In a slow construction market, Butec is choosing to be choosy

by Avo Tavoukdjian

You couldn’t pick a worse time to be a
contractor. With the economy at a
standstill and the debt-ridden government
reducing public works expenditures,
construction projects are scarce. Contractors
are fighting over whatever business they can
find, even if that means bidding below cost.

But despite the doom and gloom, Butec, one
of the country’s oldest contracting firms, has
managed to keep its annual revenues around
$100 million for the last five years. “We’re
doing OK,” says Ziad Younes, Butec’s secretary
general, “but the market isn’t doing that
well.”

What is Butec’s antidote for the construction
slump? Specialization. Rather than
devoting its energy to building simple apartment
blocks or office buildings the sort of
jobs that are the first to be hit when the economy
slows down Butec concentrates on
technically complex projects that require specific
know-how. For these types of projects,
profits tend to be considerably higher.

For example, Butec is building a $16 million stadium
in Tripoli. Work started in June 1999, and
the project is slated for completion in time for
next fall’s Asia Cup. Butec is also constructing
a 45-kilometer irrigation system in the
southern Bekaa, worth around $14 million.

Firms capable of handling these projects are
few, meaning less competition and higher
profit margins. “We don’t get involved in
projects where everybody bids, sometimes
below the direct cost of construction,” says
Younes. “Other companies can get a project,
but if they can’t complete it, at worst they
declare bankruptcy.”

Technically difficult projects tend to be
larger, which is another advantage. “The
greater the volume of materials and equipment
you purchase, the better the prices
you are apt to receive,” says Kamal Meine,
an architect. Sometimes, discounts reduce
the price per unit to as low as 50% to 60%
of the original sticker price. Butec manufactures
some of the equipment and materials
it uses itself, reducing costs further.

Because of its specialized nature, Butec
competes with only a handful of other companies.
Consolidated Contractors Company
(CCC), for example, has annual revenues
exceeding $1.5 billion. Along with its
German partner Hochtief, CCC constructed the
new $500 million Beirut International
Airport. Contracting and Trading Company
(C.A.T.), which is projecting a turnover of
$130 million this year, is another big competitor
to Butec.

“With few in the market
capable of taking on such complex projects,
competition is reduced substantially,” says
Ziad Kassis, owner of Unity Group, the company
currently building the Zahrani bridge.

Butec has also been targeting projects outside
Lebanon in order to counter the slowdown
in the domestic market.
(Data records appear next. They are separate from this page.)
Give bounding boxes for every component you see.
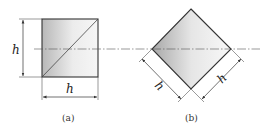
- panel-b: h h (b): [139, 9, 244, 123]
- extension-line-lr-1: [231, 49, 244, 62]
- caption-b: (b): [185, 113, 198, 123]
- lower-left-label: h: [152, 78, 167, 93]
- panel-a: h h (a): [12, 19, 98, 123]
- height-label: h: [12, 43, 20, 57]
- caption-a: (a): [62, 113, 74, 123]
- width-label: h: [66, 82, 74, 96]
- extension-line-ll-1: [139, 49, 152, 62]
- extension-line-ll-2: [178, 89, 191, 102]
- beam-cross-section-diagram: h h (a) h h (b): [0, 0, 266, 131]
- extension-line-lr-2: [191, 89, 204, 102]
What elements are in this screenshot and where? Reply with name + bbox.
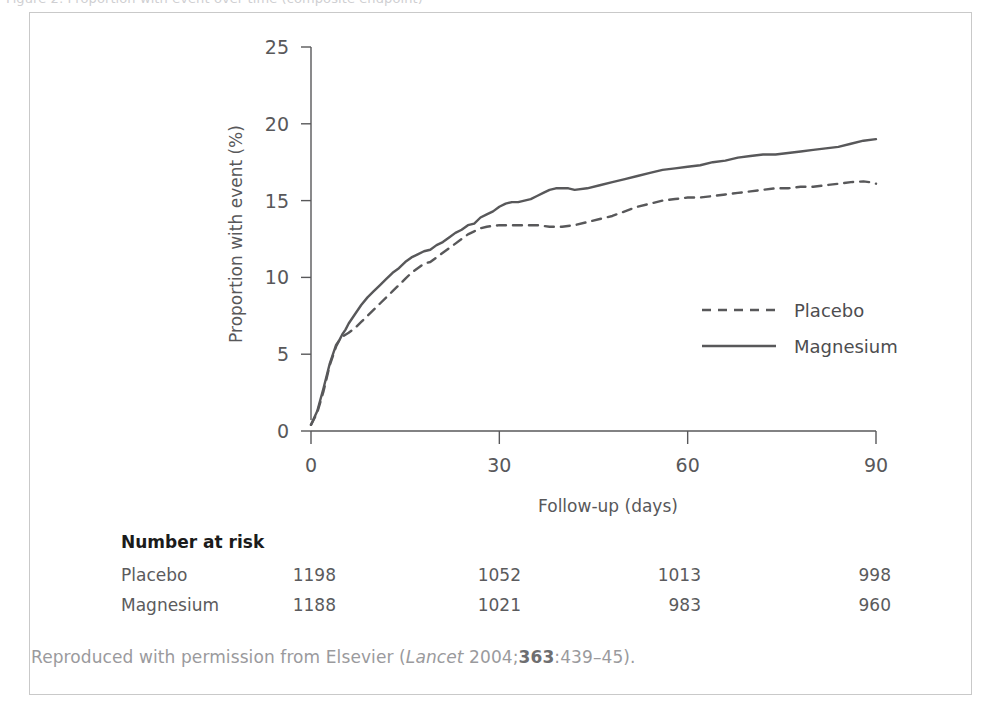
- risk-cell: 1013: [601, 565, 701, 585]
- y-axis-tick-label: 10: [265, 266, 289, 288]
- x-axis-tick-label: 0: [305, 454, 317, 476]
- y-axis-title: Proportion with event (%): [226, 125, 246, 343]
- risk-cell: 1052: [421, 565, 521, 585]
- risk-cell: 1021: [421, 595, 521, 615]
- y-axis-tick-label: 5: [277, 343, 289, 365]
- chart-legend: PlaceboMagnesium: [702, 300, 898, 357]
- risk-cell: 998: [791, 565, 891, 585]
- caption-journal: Lancet: [406, 647, 464, 667]
- legend-label-magnesium: Magnesium: [794, 336, 898, 357]
- x-axis-tick-label: 90: [864, 454, 888, 476]
- caption-year: 2004;: [464, 647, 519, 667]
- risk-cell: 1188: [236, 595, 336, 615]
- risk-cell: 983: [601, 595, 701, 615]
- clipped-header-text: Figure 2: Proportion with event over tim…: [6, 0, 423, 6]
- x-axis-title: Follow-up (days): [538, 496, 678, 516]
- x-axis-tick-label: 60: [676, 454, 700, 476]
- risk-row-label: Magnesium: [121, 595, 219, 615]
- caption-prefix: Reproduced with permission from Elsevier…: [31, 647, 406, 667]
- y-axis-ticks: 0510152025: [265, 36, 311, 442]
- x-axis-ticks: 0306090: [305, 431, 888, 476]
- caption-volume: 363: [519, 647, 555, 667]
- risk-table-heading: Number at risk: [121, 532, 264, 552]
- clipped-header-strip: Figure 2: Proportion with event over tim…: [0, 0, 997, 11]
- number-at-risk-table: Number at risk Placebo 1198 1052 1013 99…: [30, 532, 971, 640]
- series-line-placebo: [311, 181, 876, 424]
- x-axis-tick-label: 30: [487, 454, 511, 476]
- caption-pages: :439–45).: [554, 647, 635, 667]
- y-axis-tick-label: 25: [265, 36, 289, 58]
- series-line-magnesium: [311, 139, 876, 425]
- y-axis-tick-label: 15: [265, 190, 289, 212]
- table-row: Placebo 1198 1052 1013 998: [30, 565, 971, 595]
- legend-label-placebo: Placebo: [794, 300, 864, 321]
- y-axis-tick-label: 0: [277, 420, 289, 442]
- y-axis-tick-label: 20: [265, 113, 289, 135]
- risk-row-label: Placebo: [121, 565, 187, 585]
- data-series-group: [311, 139, 876, 425]
- risk-cell: 1198: [236, 565, 336, 585]
- chart-plot-area: 0510152025 0306090 Proportion with event…: [30, 13, 971, 533]
- figure-frame: 0510152025 0306090 Proportion with event…: [29, 12, 972, 695]
- risk-table-heading-row: Number at risk: [30, 532, 971, 562]
- figure-caption: Reproduced with permission from Elsevier…: [31, 647, 931, 667]
- kaplan-meier-chart: 0510152025 0306090 Proportion with event…: [30, 13, 971, 533]
- table-row: Magnesium 1188 1021 983 960: [30, 595, 971, 625]
- axes-group: [311, 47, 876, 431]
- risk-cell: 960: [791, 595, 891, 615]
By doing
business abroad, Butec is able to balance its activities,
keeping itself and its staff operating.

The company teamed up with a local
affiliate to build a $130 million cotton-spinning
plant in Syria. The project was so successful
that, almost immediately, work started
on a second $110 million cotton plant.
Younes expects these two factories to
process between 10% and 20% of the country’s
total cotton exports.

The company was
also involved in the building of a $16 million
sewage plant in Latakia and one in Tartous
for $16.6 million. Butec is building a gas
compression station in Iran, a power plant in
Basra, Iraq, the Dubai Tower in the UAE, and
a pipeline with three substations extending
from Iraq to Jeddah.

Other contracting companies
such as C.A.T., which is working in
the Gulf and Africa are following a similar
strategy: targeting markets abroad in order to
ride out the recession at home.

Butec has also diversified its services. The
firm, for example, established Butec Property
Management (BPM), which provides building
maintenance, cleaning, and security at facilities
that were built by the parent company.

But before giving Butec a big pat on the back,
consider this: While the company’s strategy of
specialization has kept revenues steady during
the recession, its competitor C.A.T. has
managed to increase its turnover by over
200% in the last four years by focusing on foreign
markets. C.A.T.’s revenues jumped
from $25 million in 1996 to $80 million in
1999.

“Specialization may help Butec hang on
to its turnover,” says Souheil Abou Habib, general
manager of Nassim A. Habib, a local
contracting firm. “But such projects don’t
come along too often and limit growth.”

While specialization has kept Butec alive,
real growth may require the company to look
at new strategies and be a bit less fussy about
the projects it is willing to take on.